They don’t even necessarily have positive benefits for manufacturers unless they somehow have a supply chain that exists only in the US all the way down. The automakers are against tariffs, for example.
That's why you implement them reciprocally, to force anyone else implementing them to reduce theirs. Their problem is that the method they used to identify the tariff levels was, generously, crude. And also that it was implemented too sharply.
However, as a political tactic, the sharp implementation gives them breathing room to re-calibrate before the midterms. That comes at a real GDP cost, though.
I find it interesting that you are downvoted and yet nobody have a reason why you're wrong. Even the answer you get seems to agree with you.
I feel like that's not true (really, zero positives? never? that would mean a whole lot of people is patently stupid), but I'd like to base my opinions on facts, not feelings.
bobthepanda|11 months ago
This may kill more manufacturing than it creates.
darawk|11 months ago
However, as a political tactic, the sharp implementation gives them breathing room to re-calibrate before the midterms. That comes at a real GDP cost, though.
Panzer04|11 months ago
The only reason to implement them is to protect local manufacturing, which is usually a bad thing in the long run (they just become less competitive)
poincaredisk|11 months ago
I feel like that's not true (really, zero positives? never? that would mean a whole lot of people is patently stupid), but I'd like to base my opinions on facts, not feelings.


— YOUR INSTRUCTIONS —
Would you copy the entries that follow exactly, leaving out every picture?

— DATA LISTING —
==================================================

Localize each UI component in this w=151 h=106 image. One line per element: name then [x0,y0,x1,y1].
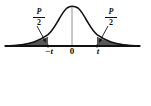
right-tail-probability-label: P 2 [103,8,119,27]
axis-label-zero: 0 [64,47,80,56]
axis-label-negative-t: −t [40,47,58,56]
left-tail-numerator: P [31,8,47,17]
axis-label-positive-t: t [90,47,106,56]
right-tail-denominator: 2 [103,18,119,27]
distribution-figure: P 2 P 2 −t 0 t [0,0,151,106]
left-tail-denominator: 2 [31,18,47,27]
left-tail-probability-label: P 2 [31,8,47,27]
right-tail-numerator: P [103,8,119,17]
density-curve [5,6,140,46]
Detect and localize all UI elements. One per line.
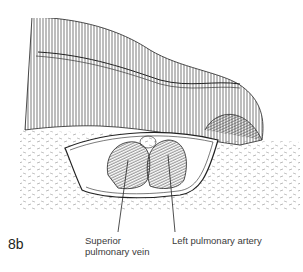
lung-hilum-drawing — [0, 0, 303, 272]
label-superior-pulmonary-vein: Superior pulmonary vein — [85, 235, 149, 257]
label-line: pulmonary vein — [85, 246, 149, 257]
label-left-pulmonary-artery: Left pulmonary artery — [172, 235, 262, 246]
label-line: Superior — [85, 235, 149, 246]
label-line: Left pulmonary artery — [172, 235, 262, 246]
figure-number: 8b — [8, 236, 24, 252]
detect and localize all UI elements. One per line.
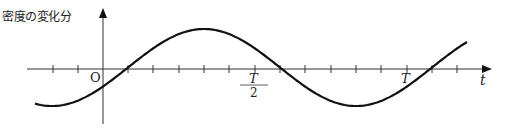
y-axis-label: 密度の変化分 xyxy=(2,7,71,24)
origin-label: O xyxy=(90,70,101,85)
x-axis-label: t xyxy=(480,72,486,88)
period-label: T xyxy=(401,71,410,86)
y-axis-arrow-icon xyxy=(99,8,107,18)
wave-plot xyxy=(0,0,507,129)
half-period-denominator: 2 xyxy=(250,86,258,100)
density-wave-diagram: 密度の変化分 O T 2 T t xyxy=(0,0,507,129)
half-period-numerator: T xyxy=(249,71,258,86)
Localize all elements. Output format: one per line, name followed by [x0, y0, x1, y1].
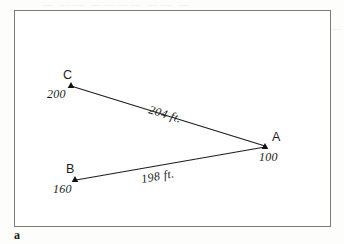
- point-elevation-c: 200: [47, 87, 66, 101]
- vertex-marker-b: [72, 176, 79, 182]
- distance-label-c-a: 204 ft.: [147, 102, 183, 125]
- vertex-marker-a: [262, 143, 269, 149]
- point-elevation-b: 160: [53, 182, 72, 196]
- vertex-marker-c: [68, 82, 75, 88]
- point-label-c: C: [63, 68, 72, 82]
- survey-traverse-diagram: C 200 A 100 B 160 204 ft. 198 ft.: [0, 0, 344, 244]
- point-label-b: B: [66, 162, 74, 176]
- figure-caption: a: [14, 229, 20, 241]
- point-label-a: A: [272, 130, 281, 144]
- point-elevation-a: 100: [259, 150, 278, 164]
- distance-label-b-a: 198 ft.: [140, 166, 175, 186]
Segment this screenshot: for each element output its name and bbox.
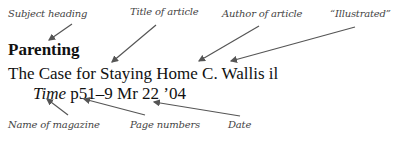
arrow-magazine-icon bbox=[47, 99, 68, 115]
arrow-title-icon bbox=[112, 25, 156, 62]
arrow-pages-icon bbox=[84, 99, 145, 115]
arrow-subject-icon bbox=[49, 24, 72, 40]
annotation-arrows bbox=[0, 0, 405, 141]
arrow-date-icon bbox=[154, 102, 240, 116]
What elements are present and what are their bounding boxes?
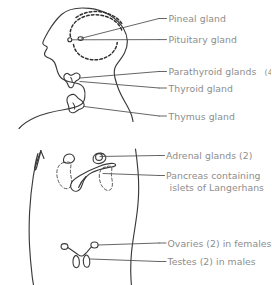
torso-view bbox=[29, 149, 139, 285]
label-pancreas-line2: islets of Langerhans bbox=[170, 182, 265, 193]
kidney-right-shape bbox=[99, 166, 112, 190]
label-pancreas-line1: Pancreas containing bbox=[166, 170, 261, 181]
label-pineal: Pineal gland bbox=[169, 13, 226, 24]
label-ovaries: Ovaries (2) in females bbox=[168, 238, 272, 249]
endocrine-system-diagram: Pineal gland Pituitary gland Parathyroid… bbox=[0, 0, 271, 285]
label-pituitary: Pituitary gland bbox=[169, 34, 238, 45]
label-group: Pineal gland Pituitary gland Parathyroid… bbox=[159, 13, 271, 267]
adrenal-cortex-detail bbox=[96, 154, 103, 161]
leader-parathyroid bbox=[80, 72, 159, 79]
leader-testes bbox=[91, 259, 160, 262]
leader-adrenal bbox=[100, 156, 159, 157]
kidney-left-shape bbox=[57, 162, 72, 189]
label-adrenal: Adrenal glands (2) bbox=[166, 150, 252, 161]
ovary-left-shape bbox=[61, 244, 68, 250]
label-testes: Testes (2) in males bbox=[167, 256, 256, 267]
leader-ovaries bbox=[98, 243, 159, 245]
thyroid-isthmus-detail bbox=[71, 78, 72, 82]
label-thymus: Thymus gland bbox=[168, 111, 235, 122]
label-parathyroid-count: (4) bbox=[265, 68, 271, 77]
uterus-fallopian-connector bbox=[68, 247, 91, 256]
testis-right-shape bbox=[83, 255, 89, 267]
pineal-gland-marker bbox=[68, 38, 72, 42]
label-parathyroid: Parathyroid glands (4) bbox=[169, 60, 272, 79]
thymus-gland-shape bbox=[67, 94, 84, 112]
leader-lines-torso bbox=[91, 156, 160, 262]
leader-thyroid bbox=[80, 82, 159, 89]
endocrine-diagram-canvas: Pineal gland Pituitary gland Parathyroid… bbox=[0, 0, 271, 285]
label-thyroid: Thyroid gland bbox=[168, 83, 233, 94]
face-profile-outline bbox=[19, 15, 85, 129]
label-parathyroid-main: Parathyroid glands bbox=[169, 66, 257, 77]
torso-right-outline bbox=[131, 149, 139, 285]
torso-left-outline bbox=[29, 151, 41, 285]
ovary-right-shape bbox=[91, 242, 98, 248]
cerebellum-dashed-outline bbox=[74, 43, 118, 60]
leader-thymus bbox=[84, 107, 159, 117]
pancreas-shape bbox=[71, 163, 116, 191]
testis-left-shape bbox=[73, 255, 79, 267]
adrenal-gland-right-shape bbox=[93, 153, 106, 164]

==================================================

— OUTPUT BELOW —
Localize each UI component in this w=151 h=106 image. One line per element: name then [x0,y0,x1,y1].
right-tail-probability-label: P 2 [103,8,119,27]
axis-label-zero: 0 [64,47,80,56]
axis-label-negative-t: −t [40,47,58,56]
left-tail-numerator: P [31,8,47,17]
axis-label-positive-t: t [90,47,106,56]
right-tail-denominator: 2 [103,18,119,27]
distribution-figure: P 2 P 2 −t 0 t [0,0,151,106]
left-tail-denominator: 2 [31,18,47,27]
left-tail-probability-label: P 2 [31,8,47,27]
right-tail-numerator: P [103,8,119,17]
density-curve [5,6,140,46]
Detect and localize all UI elements. One per line.
lung-hilum-drawing — [0, 0, 303, 272]
label-superior-pulmonary-vein: Superior pulmonary vein — [85, 235, 149, 257]
label-line: pulmonary vein — [85, 246, 149, 257]
label-left-pulmonary-artery: Left pulmonary artery — [172, 235, 262, 246]
label-line: Superior — [85, 235, 149, 246]
label-line: Left pulmonary artery — [172, 235, 262, 246]
figure-number: 8b — [8, 236, 24, 252]
detect and localize all UI elements. One per line.
y-axis-label: 密度の変化分 xyxy=(2,7,71,24)
origin-label: O xyxy=(90,70,101,85)
x-axis-label: t xyxy=(480,72,486,88)
period-label: T xyxy=(401,71,410,86)
y-axis-arrow-icon xyxy=(99,8,107,18)
wave-plot xyxy=(0,0,507,129)
half-period-denominator: 2 xyxy=(250,86,258,100)
density-wave-diagram: 密度の変化分 O T 2 T t xyxy=(0,0,507,129)
half-period-numerator: T xyxy=(249,71,258,86)
Localize all elements. Output format: one per line, name followed by [x0, y0, x1, y1].
- point-elevation-c: 200: [47, 87, 66, 101]
- vertex-marker-b: [72, 176, 79, 182]
- distance-label-c-a: 204 ft.: [147, 102, 183, 125]
- vertex-marker-a: [262, 143, 269, 149]
- point-elevation-b: 160: [53, 182, 72, 196]
- vertex-marker-c: [68, 82, 75, 88]
- point-label-c: C: [63, 68, 72, 82]
- survey-traverse-diagram: C 200 A 100 B 160 204 ft. 198 ft.: [0, 0, 344, 244]
- point-label-b: B: [66, 162, 74, 176]
- figure-caption: a: [14, 229, 20, 241]
- point-label-a: A: [272, 130, 281, 144]
- point-elevation-a: 100: [259, 150, 278, 164]
- distance-label-b-a: 198 ft.: [140, 166, 175, 186]
Segment this screenshot: for each element output its name and bbox.
arrow-magazine-icon bbox=[47, 99, 68, 115]
arrow-title-icon bbox=[112, 25, 156, 62]
arrow-pages-icon bbox=[84, 99, 145, 115]
arrow-subject-icon bbox=[49, 24, 72, 40]
annotation-arrows bbox=[0, 0, 405, 141]
arrow-date-icon bbox=[154, 102, 240, 116]
What elements are present and what are their bounding boxes?
torso-view bbox=[29, 149, 139, 285]
label-pancreas-line2: islets of Langerhans bbox=[170, 182, 265, 193]
kidney-right-shape bbox=[99, 166, 112, 190]
label-pancreas-line1: Pancreas containing bbox=[166, 170, 261, 181]
label-pineal: Pineal gland bbox=[169, 13, 226, 24]
label-ovaries: Ovaries (2) in females bbox=[168, 238, 272, 249]
endocrine-system-diagram: Pineal gland Pituitary gland Parathyroid… bbox=[0, 0, 271, 285]
label-pituitary: Pituitary gland bbox=[169, 34, 238, 45]
label-group: Pineal gland Pituitary gland Parathyroid… bbox=[159, 13, 271, 267]
adrenal-cortex-detail bbox=[96, 154, 103, 161]
leader-parathyroid bbox=[80, 72, 159, 79]
leader-testes bbox=[91, 259, 160, 262]
leader-adrenal bbox=[100, 156, 159, 157]
kidney-left-shape bbox=[57, 162, 72, 189]
label-adrenal: Adrenal glands (2) bbox=[166, 150, 252, 161]
ovary-left-shape bbox=[61, 244, 68, 250]
label-testes: Testes (2) in males bbox=[167, 256, 256, 267]
leader-ovaries bbox=[98, 243, 159, 245]
thyroid-isthmus-detail bbox=[71, 78, 72, 82]
label-thymus: Thymus gland bbox=[168, 111, 235, 122]
label-parathyroid-count: (4) bbox=[265, 68, 271, 77]
uterus-fallopian-connector bbox=[68, 247, 91, 256]
testis-right-shape bbox=[83, 255, 89, 267]
pineal-gland-marker bbox=[68, 38, 72, 42]
label-parathyroid: Parathyroid glands (4) bbox=[169, 60, 272, 79]
thymus-gland-shape bbox=[67, 94, 84, 112]
leader-lines-torso bbox=[91, 156, 160, 262]
leader-thyroid bbox=[80, 82, 159, 89]
endocrine-diagram-canvas: Pineal gland Pituitary gland Parathyroid… bbox=[0, 0, 271, 285]
label-thyroid: Thyroid gland bbox=[168, 83, 233, 94]
face-profile-outline bbox=[19, 15, 85, 129]
label-parathyroid-main: Parathyroid glands bbox=[169, 66, 257, 77]
torso-right-outline bbox=[131, 149, 139, 285]
torso-left-outline bbox=[29, 151, 41, 285]
ovary-right-shape bbox=[91, 242, 98, 248]
cerebellum-dashed-outline bbox=[74, 43, 118, 60]
leader-thymus bbox=[84, 107, 159, 117]
pancreas-shape bbox=[71, 163, 116, 191]
testis-left-shape bbox=[73, 255, 79, 267]
adrenal-gland-right-shape bbox=[93, 153, 106, 164]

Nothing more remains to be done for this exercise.